At my sister’s graduation I was talking to my dad and my sister’s boyfriend about combing my hair and how I haven’t done so for about 5 or 6 years… but somehow I caught the attention of my sister’s boyfriend’s 7-year-old daughter. She’s at the age where everything has to have a concrete answer and everything is either black or white with no grey area in between… and I mistakenly tried explaining to her that doing things to curly hair is bad for it.
To my horror, she started running her fingers through my hair to prove that it’s ok to brush my hair—my own personal, living comb. Oh no! I thought… so I quickly pulled her hand out of my hair before further damage continued. “Why don’t you comb your hair?” She asked as if I was completely and utterly crazy. I had to remind myself that she was only 7 and she had rather straight hair, and someday when she was an old lady like me, she would understand…
Later in the day, we were at a restaurant and I had to go to the bathroom. I entered and found the 7-year-old at the sink with my mom. I stood behind them (both are shorter than me and I was wearing high heals so I was like a feminine Paul Bunyan) and fluffed out my hair… And from below I hear a high pitched “rat’s nest.” Haha! My mom thought that was funny. Yes, when I was younger my hair would knot up and my parents would spend minutes upon minutes while I shouted, kicked and screamed until all the knots were gone. But since high school, my hair was nowhere near as bad as it used to be, and brushing became more of a hassle than helpful. I laugh and say, “What?!” She said it’s a rat’s nest because that’s what her mom tells her about her hair… Well… I thought… I’m not going to be offended by a young girl’s opinion. It may have been humid and rainy, but my hair was just… poofy. Not a rat’s nest for sure. Maybe not the best hair day… but just… poofy.
So I return to the table and my gramma looks at my sister and says, “how on earth do you get your hair to part like that? Is it natural?” (My sister has a nice side part, not the kind where you can tell somebody spent hours upon hours training her hair to part sideways and only succeeding partially, and it’s all across her forehead, more like a comb-over than a side part.) Which inevitably brought my hair, once again, to the young girl’s attention (she was sitting next to me at the restaurant). She looks at me and starts playing with my bangs (not really bangs, they used to be bangs… a year ago… now they’re to my chin… but whatever… bangs is easier than saying “face framing layers” as my hair cutter calls them)… flipping behind my head, to the side… trying to figure out which way would look best. At one point she tried putting my hair half up in a small ponytail with her thin little hair tie… decided it didn’t look all that great… then continued playing with my part. After putting my “bangs” over the back of my head, attempting to give me some sort of modern side part I guess… she tried convincing me it looked way better than my natural part by shouting to our table-mates, “raise your hand if you think Chloé’s hair looks better?” To their amusement, my sister and her boyfriend decidedly raised their hands, leaving me completely helpless in the argument, because those were the only two opinions she needed.
In the end, the 7-year-old’s attention was brought elsewhere, to coloring, her kitty cocktail, and her dad’s camera, and I was left alone in the battle over my hair.
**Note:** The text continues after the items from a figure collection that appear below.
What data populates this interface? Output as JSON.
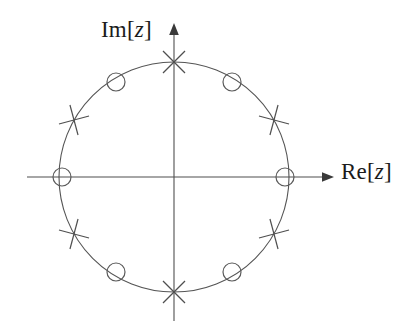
{
  "figure": {
    "background_color": "#ffffff",
    "stroke_color": "#555555",
    "axis_color": "#4a4a4a",
    "text_color": "#1b1b1b",
    "width": 407,
    "height": 334
  },
  "labels": {
    "imaginary_axis_prefix": "Im[",
    "imaginary_axis_var": "z",
    "imaginary_axis_suffix": "]",
    "imaginary_axis_full": "Im[z]",
    "real_axis_prefix": "Re[",
    "real_axis_var": "z",
    "real_axis_suffix": "]",
    "real_axis_full": "Re[z]"
  },
  "chart_data": {
    "type": "scatter",
    "title": "",
    "subtitle": "",
    "xlabel": "Re[z]",
    "ylabel": "Im[z]",
    "xlim": [
      -1.3,
      1.36
    ],
    "ylim": [
      -1.32,
      1.32
    ],
    "grid": false,
    "legend": null,
    "annotations": [],
    "unit_circle": {
      "drawn": true,
      "radius": 1.0,
      "center": [
        0,
        0
      ],
      "center_px": [
        174,
        177
      ],
      "radius_px": 115,
      "stroke": "#555555",
      "stroke_width_px": 1.1
    },
    "axes": {
      "x_axis": {
        "from_px": [
          27,
          177
        ],
        "to_px": [
          332,
          177
        ],
        "arrow_at": "right"
      },
      "y_axis": {
        "from_px": [
          174,
          321
        ],
        "to_px": [
          174,
          25
        ],
        "arrow_at": "top"
      }
    },
    "series": [
      {
        "name": "zeros",
        "marker": "circle",
        "marker_radius_px": 9,
        "count": 6,
        "angles_deg": [
          0,
          60,
          120,
          180,
          240,
          300
        ],
        "points": [
          {
            "angle_deg": 0,
            "re": 1.0,
            "im": 0.0,
            "px": [
              285,
              177
            ]
          },
          {
            "angle_deg": 60,
            "re": 0.5,
            "im": 0.866,
            "px": [
              232,
              82
            ]
          },
          {
            "angle_deg": 120,
            "re": -0.5,
            "im": 0.866,
            "px": [
              116,
              82
            ]
          },
          {
            "angle_deg": 180,
            "re": -1.0,
            "im": 0.0,
            "px": [
              62,
              177
            ]
          },
          {
            "angle_deg": 240,
            "re": -0.5,
            "im": -0.866,
            "px": [
              116,
              272
            ]
          },
          {
            "angle_deg": 300,
            "re": 0.5,
            "im": -0.866,
            "px": [
              232,
              272
            ]
          }
        ]
      },
      {
        "name": "poles",
        "marker": "cross",
        "marker_arm_px": 11,
        "count": 6,
        "angles_deg": [
          30,
          90,
          150,
          210,
          270,
          330
        ],
        "points": [
          {
            "angle_deg": 30,
            "re": 0.866,
            "im": 0.5,
            "px": [
              274,
              120
            ]
          },
          {
            "angle_deg": 90,
            "re": 0.0,
            "im": 1.0,
            "px": [
              174,
              62
            ]
          },
          {
            "angle_deg": 150,
            "re": -0.866,
            "im": 0.5,
            "px": [
              74,
              120
            ]
          },
          {
            "angle_deg": 210,
            "re": -0.866,
            "im": -0.5,
            "px": [
              74,
              234
            ]
          },
          {
            "angle_deg": 270,
            "re": 0.0,
            "im": -1.0,
            "px": [
              174,
              292
            ]
          },
          {
            "angle_deg": 330,
            "re": 0.866,
            "im": -0.5,
            "px": [
              274,
              234
            ]
          }
        ]
      }
    ]
  }
}
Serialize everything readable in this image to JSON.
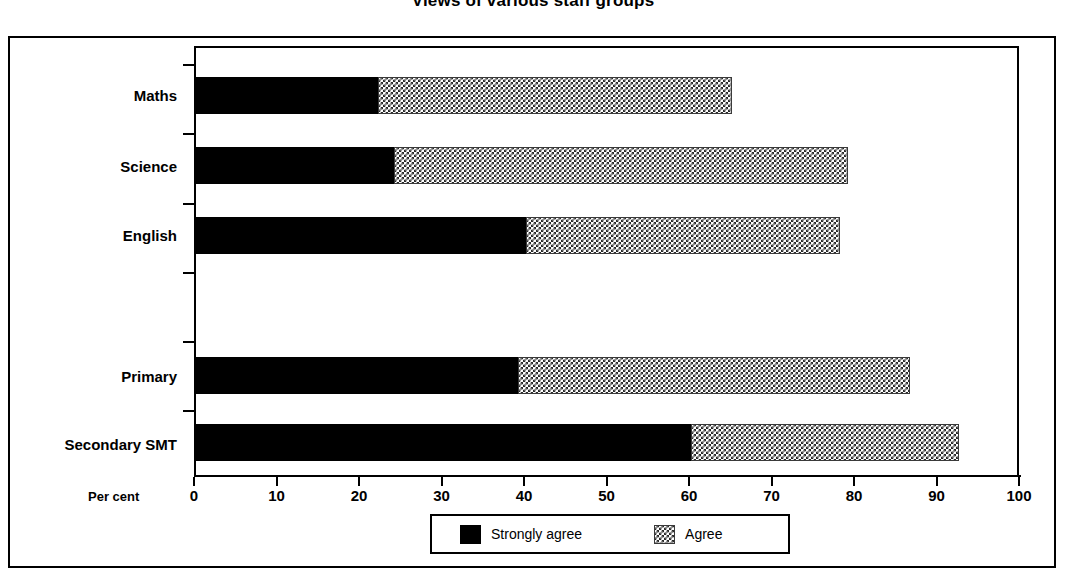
{
  "chart_data": {
    "type": "bar",
    "orientation": "horizontal",
    "stacked": true,
    "title": "Views of various staff groups",
    "xlabel": "Per cent",
    "ylabel": "",
    "xlim": [
      0,
      100
    ],
    "xticks": [
      0,
      10,
      20,
      30,
      40,
      50,
      60,
      70,
      80,
      90,
      100
    ],
    "xtick_labels": [
      "0",
      "10",
      "20",
      "30",
      "40",
      "50",
      "60",
      "70",
      "80",
      "90",
      "100"
    ],
    "grid": false,
    "legend_position": "bottom-center",
    "categories": [
      "Maths",
      "Science",
      "English",
      "",
      "Primary",
      "Secondary SMT"
    ],
    "series": [
      {
        "name": "Strongly agree",
        "color": "#000000",
        "pattern": "solid",
        "values": [
          22,
          24,
          40,
          null,
          39,
          60
        ]
      },
      {
        "name": "Agree",
        "color": "#2a2a2a",
        "pattern": "checkerboard",
        "values": [
          43,
          55,
          38,
          null,
          47.5,
          32.5
        ]
      }
    ],
    "totals": [
      65,
      79,
      78,
      null,
      86.5,
      92.5
    ]
  },
  "legend": {
    "items": [
      {
        "label": "Strongly agree",
        "swatch": "solid-black-swatch"
      },
      {
        "label": "Agree",
        "swatch": "checkered-swatch"
      }
    ]
  }
}
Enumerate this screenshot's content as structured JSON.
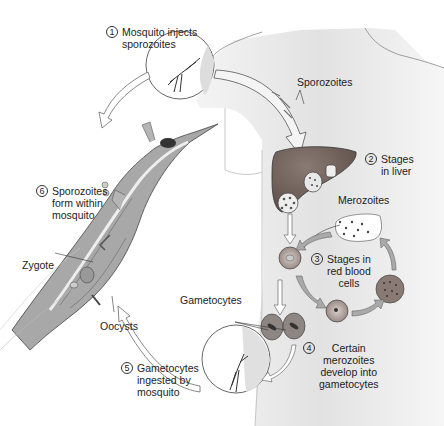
{
  "diagram": {
    "colors": {
      "liver": "#6b5a54",
      "mosquito_body": "#a8a8a8",
      "skin": "#e6e6e6",
      "arrow_fill": "#a9a9a9",
      "outline": "#444444",
      "text": "#222222"
    },
    "steps": [
      {
        "number": "1",
        "text_lines": [
          "Mosquito injects",
          "sporozoites"
        ]
      },
      {
        "number": "2",
        "text_lines": [
          "Stages",
          "in liver"
        ]
      },
      {
        "number": "3",
        "text_lines": [
          "Stages in",
          "red blood",
          "cells"
        ]
      },
      {
        "number": "4",
        "text_lines": [
          "Certain",
          "merozoites",
          "develop into",
          "gametocytes"
        ]
      },
      {
        "number": "5",
        "text_lines": [
          "Gametocytes",
          "ingested by",
          "mosquito"
        ]
      },
      {
        "number": "6",
        "text_lines": [
          "Sporozoites",
          "form within",
          "mosquito"
        ]
      }
    ],
    "labels": {
      "sporozoites": "Sporozoites",
      "merozoites": "Merozoites",
      "gametocytes": "Gametocytes",
      "zygote": "Zygote",
      "oocysts": "Oocysts"
    }
  }
}
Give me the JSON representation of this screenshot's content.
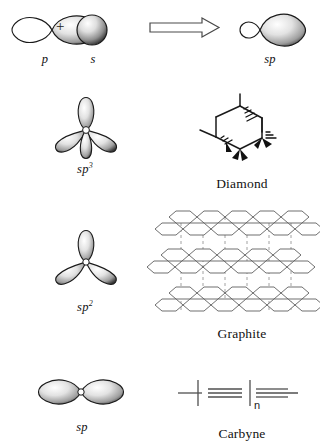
{
  "figure": {
    "background_color": "#ffffff",
    "ink_color": "#1a1a1a",
    "plus_symbol": "+",
    "rows": [
      {
        "id": "row-sp-formation",
        "orbital_labels": [
          "p",
          "s"
        ],
        "operator": "+",
        "arrow": "right-block-arrow",
        "result_label": "sp",
        "material_label": ""
      },
      {
        "id": "row-sp3-diamond",
        "orbital_labels": [
          "sp3"
        ],
        "orbital_label_base": "sp",
        "orbital_label_sup": "3",
        "material_label": "Diamond"
      },
      {
        "id": "row-sp2-graphite",
        "orbital_labels": [
          "sp2"
        ],
        "orbital_label_base": "sp",
        "orbital_label_sup": "2",
        "material_label": "Graphite"
      },
      {
        "id": "row-sp-carbyne",
        "orbital_labels": [
          "sp"
        ],
        "orbital_label_base": "sp",
        "orbital_label_sup": "",
        "material_label": "Carbyne",
        "repeat_subscript": "n"
      }
    ],
    "labels": {
      "p_orbital": "p",
      "s_orbital": "s",
      "sp_hybrid": "sp",
      "sp3_base": "sp",
      "sp3_sup": "3",
      "sp2_base": "sp",
      "sp2_sup": "2",
      "sp_base": "sp",
      "diamond": "Diamond",
      "graphite": "Graphite",
      "carbyne": "Carbyne",
      "carbyne_subscript": "n"
    },
    "colors": {
      "lobe_dark": "#2b2b2b",
      "lobe_light": "#f2f2f2",
      "lobe_mid": "#9a9a9a",
      "outline": "#1a1a1a",
      "dash": "#8a8a8a"
    }
  }
}
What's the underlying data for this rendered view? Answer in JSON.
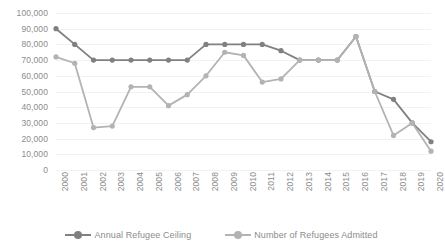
{
  "chart_data": {
    "type": "line",
    "title": "",
    "subtitle": "",
    "xlabel": "",
    "ylabel": "",
    "x": [
      "2000",
      "2001",
      "2002",
      "2003",
      "2004",
      "2005",
      "2006",
      "2007",
      "2008",
      "2009",
      "2010",
      "2011",
      "2012",
      "2013",
      "2014",
      "2015",
      "2016",
      "2017",
      "2018",
      "2019",
      "2020"
    ],
    "categories": [
      "2000",
      "2001",
      "2002",
      "2003",
      "2004",
      "2005",
      "2006",
      "2007",
      "2008",
      "2009",
      "2010",
      "2011",
      "2012",
      "2013",
      "2014",
      "2015",
      "2016",
      "2017",
      "2018",
      "2019",
      "2020"
    ],
    "series": [
      {
        "name": "Annual Refugee Ceiling",
        "color": "#808080",
        "values": [
          90000,
          80000,
          70000,
          70000,
          70000,
          70000,
          70000,
          70000,
          80000,
          80000,
          80000,
          80000,
          76000,
          70000,
          70000,
          70000,
          85000,
          50000,
          45000,
          30000,
          18000
        ]
      },
      {
        "name": "Number of Refugees Admitted",
        "color": "#b3b3b3",
        "values": [
          72000,
          68000,
          27000,
          28000,
          53000,
          53000,
          41000,
          48000,
          60000,
          75000,
          73000,
          56000,
          58000,
          70000,
          70000,
          70000,
          85000,
          50000,
          22000,
          30000,
          12000
        ]
      }
    ],
    "ylim": [
      0,
      100000
    ],
    "y_ticks": [
      "0",
      "10,000",
      "20,000",
      "30,000",
      "40,000",
      "50,000",
      "60,000",
      "70,000",
      "80,000",
      "90,000",
      "100,000"
    ],
    "y_tick_values": [
      0,
      10000,
      20000,
      30000,
      40000,
      50000,
      60000,
      70000,
      80000,
      90000,
      100000
    ],
    "grid": true,
    "legend_position": "bottom",
    "marker": "circle"
  },
  "legend": {
    "items": [
      {
        "label": "Annual Refugee Ceiling",
        "color": "#808080"
      },
      {
        "label": "Number of Refugees Admitted",
        "color": "#b3b3b3"
      }
    ]
  },
  "colors": {
    "ceiling": "#808080",
    "admitted": "#b3b3b3",
    "gridline": "#f2f2f2",
    "axis_text": "#8c8c8c",
    "background": "#ffffff"
  }
}
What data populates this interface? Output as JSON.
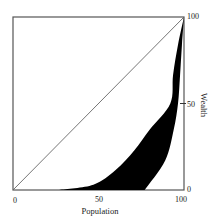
{
  "chart_data": {
    "type": "area",
    "title": "",
    "xlabel": "Population",
    "ylabel": "Wealth",
    "xlim": [
      0,
      100
    ],
    "ylim": [
      0,
      100
    ],
    "grid": false,
    "legend": null,
    "x_ticks": [
      "0",
      "50",
      "100"
    ],
    "y_ticks": [
      "0",
      "50",
      "100"
    ],
    "y_axis_position": "right",
    "series": [
      {
        "name": "line of equality",
        "kind": "line",
        "x": [
          0,
          100
        ],
        "y": [
          0,
          100
        ]
      },
      {
        "name": "outer Lorenz curve",
        "kind": "curve",
        "x": [
          0,
          27,
          47,
          60,
          71,
          80,
          92,
          93.6,
          96.5,
          100
        ],
        "y": [
          0,
          0,
          3,
          11.5,
          23,
          35,
          50,
          66.5,
          84,
          100
        ]
      },
      {
        "name": "inner Lorenz curve",
        "kind": "curve",
        "x": [
          0,
          77,
          89,
          94,
          96.5,
          97.7,
          98.8,
          100
        ],
        "y": [
          0,
          0,
          17,
          35,
          50,
          66.5,
          84,
          100
        ]
      }
    ],
    "shaded_region": "black fill between outer and inner Lorenz curves"
  },
  "labels": {
    "x_tick_0": "0",
    "x_tick_50": "50",
    "x_tick_100": "100",
    "y_tick_0": "0",
    "y_tick_50": "50",
    "y_tick_100": "100",
    "x_title": "Population",
    "y_title": "Wealth"
  },
  "colors": {
    "fill": "#000000",
    "axis": "#555555",
    "diagonal": "#666666"
  }
}
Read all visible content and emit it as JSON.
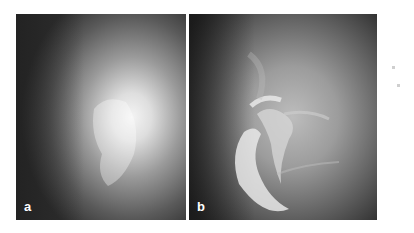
{
  "figure": {
    "panels": [
      {
        "id": "a",
        "label": "a",
        "description": "fluoroscopic image, diffuse bright region center-right"
      },
      {
        "id": "b",
        "label": "b",
        "description": "fluoroscopic image with contrast-filled tubular structures"
      }
    ],
    "colors": {
      "background": "#ffffff",
      "label_text": "#ffffff"
    }
  }
}
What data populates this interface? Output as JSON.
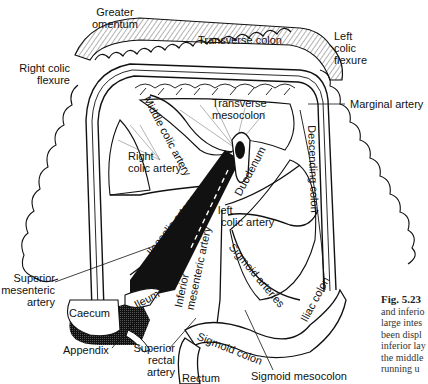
{
  "figure": {
    "number": "Fig. 5.23",
    "caption_lines": [
      "and inferio",
      "large intes",
      "been displ",
      "inferior lay",
      "the middle",
      "running u"
    ]
  },
  "labels": {
    "greater_omentum": [
      "Greater",
      "omentum"
    ],
    "transverse_colon": "Transverse colon",
    "left_colic_flexure": [
      "Left",
      "colic",
      "flexure"
    ],
    "right_colic_flexure": [
      "Right colic",
      "flexure"
    ],
    "transverse_mesocolon": [
      "Transverse",
      "mesocolon"
    ],
    "marginal_artery": "Marginal artery",
    "middle_colic_artery": "Middle colic artery",
    "descending_colon": "Descending colon",
    "right_colic_artery": [
      "Right",
      "colic artery"
    ],
    "duodenum": "Duodenum",
    "ileocolic_artery": "Ileocolic artery",
    "left_colic_artery": [
      "left",
      "colic  artery"
    ],
    "sigmoid_arteries": "Sigmoid  arteries",
    "inferior_mesenteric_artery": [
      "Inferior",
      "mesenteric artery"
    ],
    "superior_mesenteric_artery": [
      "Superior",
      "mesenteric",
      "artery"
    ],
    "ileum": "Ileum",
    "caecum": "Caecum",
    "appendix": "Appendix",
    "superior_rectal_artery": [
      "Superior",
      "rectal",
      "artery"
    ],
    "iliac_colon": "Iliac colon",
    "sigmoid_colon": "Sigmoid colon",
    "rectum": "Rectum",
    "sigmoid_mesocolon": "Sigmoid mesocolon"
  },
  "colors": {
    "ink": "#111111",
    "background": "#ffffff",
    "caption": "#333333"
  }
}
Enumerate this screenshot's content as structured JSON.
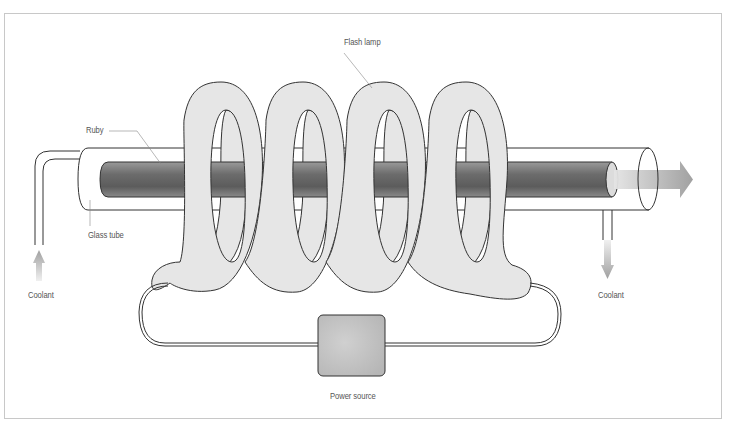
{
  "diagram": {
    "labels": {
      "flash_lamp": "Flash lamp",
      "ruby": "Ruby",
      "glass_tube": "Glass tube",
      "coolant_in": "Coolant",
      "coolant_out": "Coolant",
      "power_source": "Power source"
    },
    "colors": {
      "frame": "#c8c8c8",
      "outline": "#333333",
      "ruby_dark": "#6f6f6f",
      "ruby_light": "#b5b5b5",
      "lamp_fill": "#e6e6e6",
      "arrow": "#a9a9a9",
      "power_box": "#c4c4c4",
      "label_text": "#555555"
    },
    "coil_loops": 4
  }
}
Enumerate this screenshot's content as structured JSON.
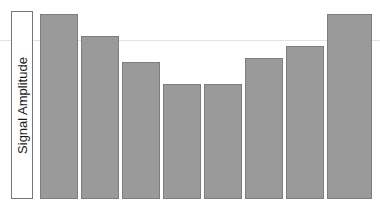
{
  "chart_data": {
    "type": "bar",
    "title": "",
    "xlabel": "",
    "ylabel": "Signal Amplitude",
    "categories": [
      "1",
      "2",
      "3",
      "4",
      "5",
      "6",
      "7",
      "8"
    ],
    "values": [
      100,
      88,
      74,
      61,
      61,
      76,
      82,
      100
    ],
    "ylim": [
      0,
      100
    ],
    "xlim": [
      0,
      8
    ],
    "grid": true,
    "gridlines_y": [
      86
    ],
    "legend": null,
    "legend_position": "none",
    "tick_labels_x": [],
    "tick_labels_y": [],
    "annotations": [],
    "bar_fill_color": "#9a9a9a",
    "bar_edge_color": "#7e7e7e",
    "gridline_color": "#e2e2e2",
    "background_color": "#ffffff",
    "bars": [
      {
        "name": "bar-1",
        "value": 100,
        "left_px": 40,
        "width_px": 38,
        "top_px": 14,
        "height_px": 185
      },
      {
        "name": "bar-2",
        "value": 88,
        "left_px": 81,
        "width_px": 38,
        "top_px": 36,
        "height_px": 163
      },
      {
        "name": "bar-3",
        "value": 74,
        "left_px": 122,
        "width_px": 38,
        "top_px": 62,
        "height_px": 137
      },
      {
        "name": "bar-4",
        "value": 61,
        "left_px": 163,
        "width_px": 38,
        "top_px": 84,
        "height_px": 115
      },
      {
        "name": "bar-5",
        "value": 61,
        "left_px": 204,
        "width_px": 38,
        "top_px": 84,
        "height_px": 115
      },
      {
        "name": "bar-6",
        "value": 76,
        "left_px": 245,
        "width_px": 38,
        "top_px": 58,
        "height_px": 141
      },
      {
        "name": "bar-7",
        "value": 82,
        "left_px": 286,
        "width_px": 38,
        "top_px": 46,
        "height_px": 153
      },
      {
        "name": "bar-8",
        "value": 100,
        "left_px": 327,
        "width_px": 45,
        "top_px": 14,
        "height_px": 185
      }
    ],
    "gridline_y_px": 40,
    "baseline_y_px": 199
  },
  "axis": {
    "ylabel_text": "Signal Amplitude"
  }
}
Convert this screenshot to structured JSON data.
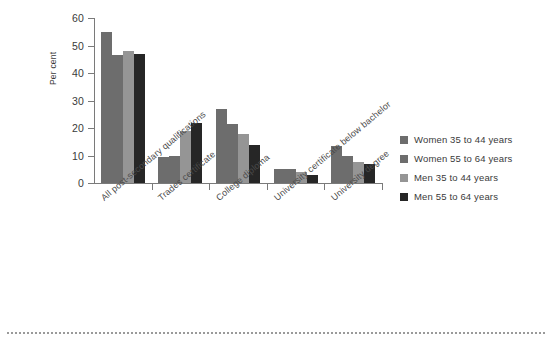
{
  "chart_data": {
    "type": "bar",
    "title": "",
    "subtitle": "",
    "xlabel": "",
    "ylabel": "Per cent",
    "ylim": [
      0,
      60
    ],
    "yticks": [
      0,
      10,
      20,
      30,
      40,
      50,
      60
    ],
    "grid": false,
    "legend_position": "right",
    "categories": [
      "All post-secondary qualifications",
      "Trades certificate",
      "College diploma",
      "University certificate below bachelor",
      "University degree"
    ],
    "series": [
      {
        "name": "Women 35 to 44 years",
        "color": "#6d6d6d",
        "values": [
          55,
          9.5,
          27,
          5,
          13.5
        ]
      },
      {
        "name": "Women 55 to 64 years",
        "color": "#6d6d6d",
        "values": [
          46.5,
          10,
          21.5,
          5,
          10
        ]
      },
      {
        "name": "Men 35 to 44 years",
        "color": "#959595",
        "values": [
          48,
          19,
          18,
          4,
          7.5
        ]
      },
      {
        "name": "Men 55 to 64 years",
        "color": "#262626",
        "values": [
          47,
          22,
          14,
          3,
          7
        ]
      }
    ]
  },
  "axis": {
    "y_title": "Per cent",
    "y_tick_labels": [
      "60",
      "50",
      "40",
      "30",
      "20",
      "10",
      "0"
    ]
  },
  "legend": {
    "items": [
      {
        "label": "Women 35 to 44 years",
        "color": "#6d6d6d"
      },
      {
        "label": "Women 55 to 64 years",
        "color": "#6d6d6d"
      },
      {
        "label": "Men 35 to 44 years",
        "color": "#959595"
      },
      {
        "label": "Men 55 to 64 years",
        "color": "#262626"
      }
    ]
  },
  "colors": {
    "axis": "#7a7a7a",
    "text": "#3a3a3a",
    "rule": "#9a9a9a",
    "background": "#ffffff"
  }
}
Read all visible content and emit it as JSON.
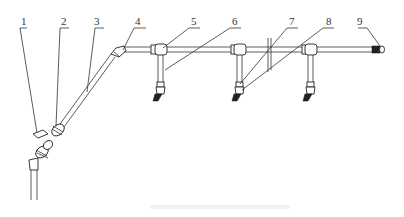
{
  "figure": {
    "type": "pipe-assembly-diagram",
    "callouts": [
      {
        "id": "1",
        "label": "1"
      },
      {
        "id": "2",
        "label": "2"
      },
      {
        "id": "3",
        "label": "3"
      },
      {
        "id": "4",
        "label": "4"
      },
      {
        "id": "5",
        "label": "5"
      },
      {
        "id": "6",
        "label": "6"
      },
      {
        "id": "7",
        "label": "7"
      },
      {
        "id": "8",
        "label": "8"
      },
      {
        "id": "9",
        "label": "9"
      }
    ],
    "caption": ""
  }
}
I did notice, as I was dipping my delectable prime rib into my au jus that maybe she was right, maybe my hair is a little out of control as I discovered that earlier that morning I had dipped part of my hair into the homemade maple syrup I had on my pancakes. Well, although I shouldn’t feel like a 7-year-old is any competition for me, I decided not to announce to her so she wouldn’t get any extra satisfaction out of bullying my hair that day. In fact, she bullied my hair so much that not only did it’s ego deflate, but its volume as well.
That is why you don’t try explaining hair to a 7-year-old.